News

GOP Candidates Confronted on Gays, Inclusion

Bauer Attacks McCain for "Big Tent" Comments

March 8, 1999 Facebook Twitter LinkedIn Blogger Tumblr

(WASHINGTON, DC) – Inclusion of gays in the Republican Party continued to emerge as a top issue in the 2000 GOP presidential race as more prospective candidates, fresh from announcing the formation of exploratory committees, were confronted by journalists on weekend talk shows.

On Fox News Sunday, reporter Juan Williams asked Senator John McCain of Arizona about the inclusion issue.

"Senator McCain, last week we had Dan Quayle on, and we asked him about whether or not he would embrace support from the Log Cabin Republicans," Williams said. "This week we saw another terrible murder of a gay man in Alabama, Billy Jack Gaither. How do you feel about the Republican party's stand on these kinds of issues with homophobia in the country?"

"Well, obviously Juan, I oppose discrimination of any kind," McCain responded. "All of us are horrified when American citizens are harmed in any way or discriminated against. I embrace all sectors of the party. I seek every voter's support, and I believe that the great strength of the Republican party in the past has been that we're an inclusive party and not an exclusive party."

On CNN's "Evans, Novak, Hunt & Shields," columnist Bob Novak asked anti-gay activist and presidential candidate Gary Bauer on his views on inclusion. Novak asked about McCain's speech before the California GOP convention last week in which he called for a "big tent that admits everybody."

"Well I – you know, when I hear that phraseology, it's like fingernails on a chalkboard for me," Bauer responded. "I think that, over the last five years, all this talk about big tent has sent the signal to the American people that my party, the party of Lincoln and Reagan, doesn't really care about anything except how many people we can get in the front flap of that tent... I'm going to fight those that want to come into the party and rip it away from its conservative moorings."

"So if a homosexual – an open homosexual is a conservative," Novak asked, "you don't exclude him from your party or your campaign, right?"

"If we start excusing people from the party because they're lacking in one area or another, that the door will be – there won't be anybody in the room," Bauer said. "It's a fallen world. But I want everybody to come in that believes in those traditional values, in the sanctity of life and family values and smaller government and lower taxes."

In contrast to Bauer's attempt to appear willing to accept gays in the Republican Party, Log Cabin Republicans pointed to a fundraising letter Bauer wrote in 1998 he excoriated Republican National Committee Chairman Jim Nicholson by name for his support of openly-gay Washington, D.C., Councilmember David Catania (R), who won an upset victory in 1997.
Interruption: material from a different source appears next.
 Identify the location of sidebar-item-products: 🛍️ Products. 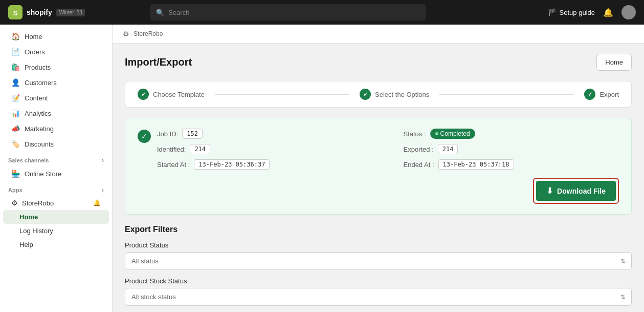
(56, 67).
"An RNC spokesman said, "We were and are fully supportive of him, without equivocation," Bauer wrote in the letter. "The party bureaucrats have thrown in the towel! They have given up!"

"Gary Bauer has built a career on bashing gays," said Richard Tafel, executive director of Log Cabin Republicans. "Even when he tries desperately to appear open-minded, he cannot hide is total contempt for those who disagree with his extreme views. He is everything the Republican Party must not be, or it will face a disastrous defeat in the next election."

"Senator McCain's comments are encouraging and we applaud him for them," Tafel said. "I think all of the candidates have further to go in making their positions on gay-bashing completely clear, and we will continue to press them throughout the campaign."